So I watch Sabotage, the new Ah-nuld movie last night on DVD. Pee-yew, what a stinker. But what really struck me was the number of severity of the plot holes.
Arnold was the leader of a special DEA team that worked special undercover cases against drug cartels. The movie opens with the team crashing a big money laundering scheme at the fancy party of a drug lord. Lizzy, an undercover officer, is already inside and we can see that the house is quite fancy. Arnold’s team breaks down the door and Lizzy shoots one of the drug guys trying to have sex with her (because, of course, she’s undercover as a prostitute) and jumps out the window.
Then we cut back to Arnold’s team (now joined by Lizzy) advancing into the house, which is no longer a fancy drug lord’s mansion but a dingy storage facility that has lots of bare concrete and trash strewn everywhere. Arnold and his team don’t let the alternate reality they’ve clearly slipped into stop them, so they start stealing some of the money. The plan to steal the money involves grabbing single stacks of bills, wrapping them in plastic, and tying them to a string that the team is feeding down a sewer line. At one point, they give themselves three minutes to get in and out (which they stick to) and say they stole $10,000,000. The only way that’s possible is if each guy on the team wrapped one stack of 100s ($10,000) every second for the entire three minutes. After the three minutes are up, they set fire to the money as this appears to be the real reason for their mission.
Cut to… an FBI investigation into the missing $10,000,000… that was originally part of a much larger that they were ordered to burn. One member of Arnold’s team even pointed out this little plot hole (“How do you know money is missing if you told us to burn it all?”) and the FBI guys just kept right on accusing them of stealing it.

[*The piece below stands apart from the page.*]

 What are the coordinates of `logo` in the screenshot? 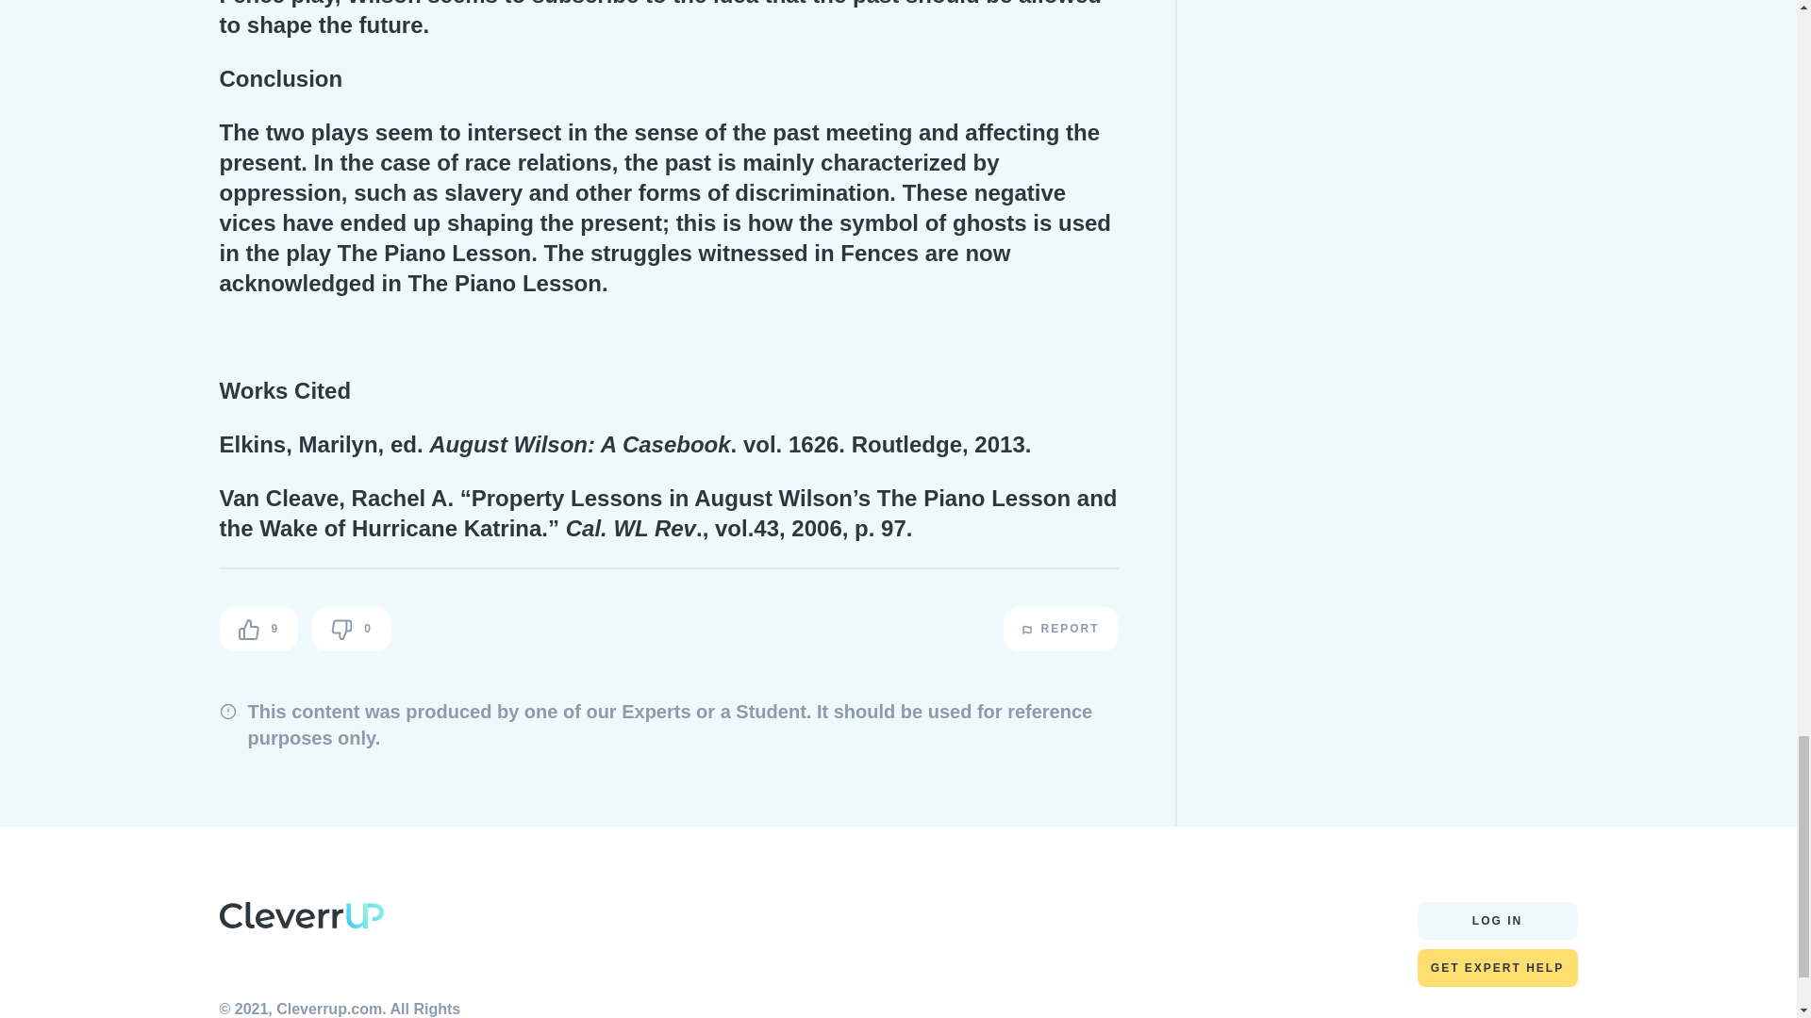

This is film school level stuff. How did these kinds of major errors get into a bigtime Hollywood movie. The actual mechanics of the heist, OK, I can chalk that up to Hollywood time displacement. But the rest is just pathetic.

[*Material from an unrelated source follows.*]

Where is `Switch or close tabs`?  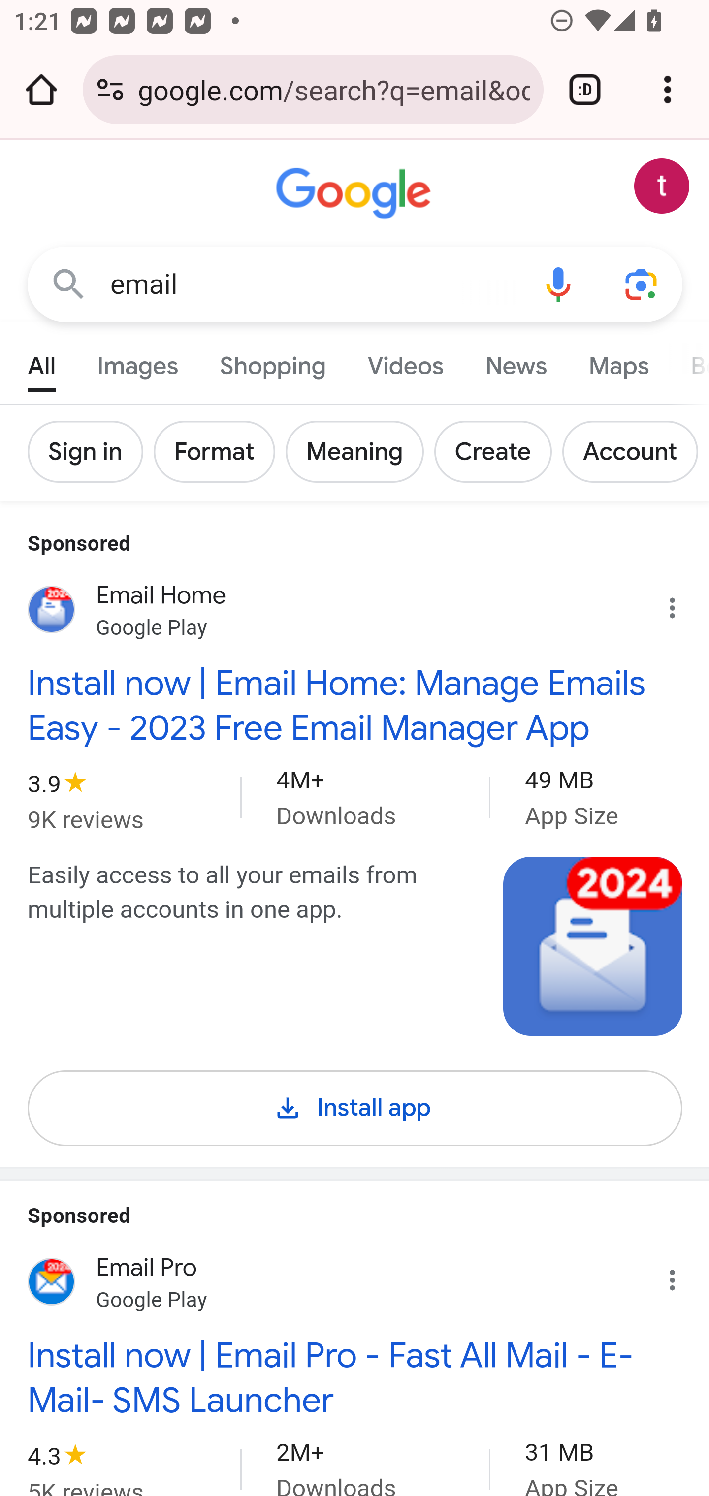
Switch or close tabs is located at coordinates (584, 89).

According to the trivia page in the IMDb, there are at least a couple reasons why it’s a mess. First, the director turned in a version that was almost three hours long and the studio cut about an hour from it. Second, the director offered the studio two different endings for the film. The studio didn’t like either one and insisted the director film a third ending that they then used:
I read that on IMDB, which just further complicates things. If all we’re talking about is a different ending, then the two proposed “original” endings open up even more plot holes. Arnold can’t be behind it all because he’s shown as the victim of several attacks at that point. Including one where his supposed co-conspirators chase him with a machine gun.
As for the three-hour cut, while it may have been better, there was no mystery here. I wasn’t surprised at all when Lizzy turned out to be the traitor. They practically telegraph it from the beginning.
My guess would be that the pitch of “Arnold Schwarzenegger as leader of a DEA team” gets the green light as a movie, and the script is written as an afterthought. Isn’t that how Hollywood usually works?
Who knows what happened? Sometimes a movie will go ahead with filming even though the script is unfinished. The lead actor, the director, the writer, and the producers will disagree about what sort of movie they’re making, sometimes in rather basic ways. But they will go ahead because there’s a lot of money committed to the project, the actors and director are ready to go and on a tight schedule, and they decided they’re sure that the film can make a lot of money, despite the vagueness about what it’s going to be like. Yeah, this is kind of stupid, but it happens. Sometimes the film actually turns out to be good anyway, and sometimes it turns out to be a mess:
They didn’t burn the money- Arnold placed a duffel bad full of explosives next to it and shot it to set it off. It blew the money everywhere and partially burned them.
Lizzy doesn’t ask how they know how much money is missing since it was burned; she asks “It was a big, giant, fuckin’ stack of money. How do you know exactly down to the dollar was in that room?” She is then told that the FBI was carrying on a parallel investigation.
It might be a slight stretch to ask the audience to believe the FBI could know that $10,000,000 didn’t get fully burned and is instead missing and that a mansion has really shitty concrete tunnels in them, but I wouldn’t call them plot holes. They’re pretty ordinary leaps of belief one has to take when watching an action movie. Getting stacks of bills that equal 10,000,000 down a drain pipe in three minutes is an even bigger stretch, but I’m not sure that qualifies as a plot hole, either.
Yes, it matters. You said they burned the money and that one of them pointed out that plot hole by asking how they know how much money there was if it was burned. Me pointing out that neither of those things happened matters.
Bad guys building a concrete fortress on one end of a mansion they party in isn’t a plot hole.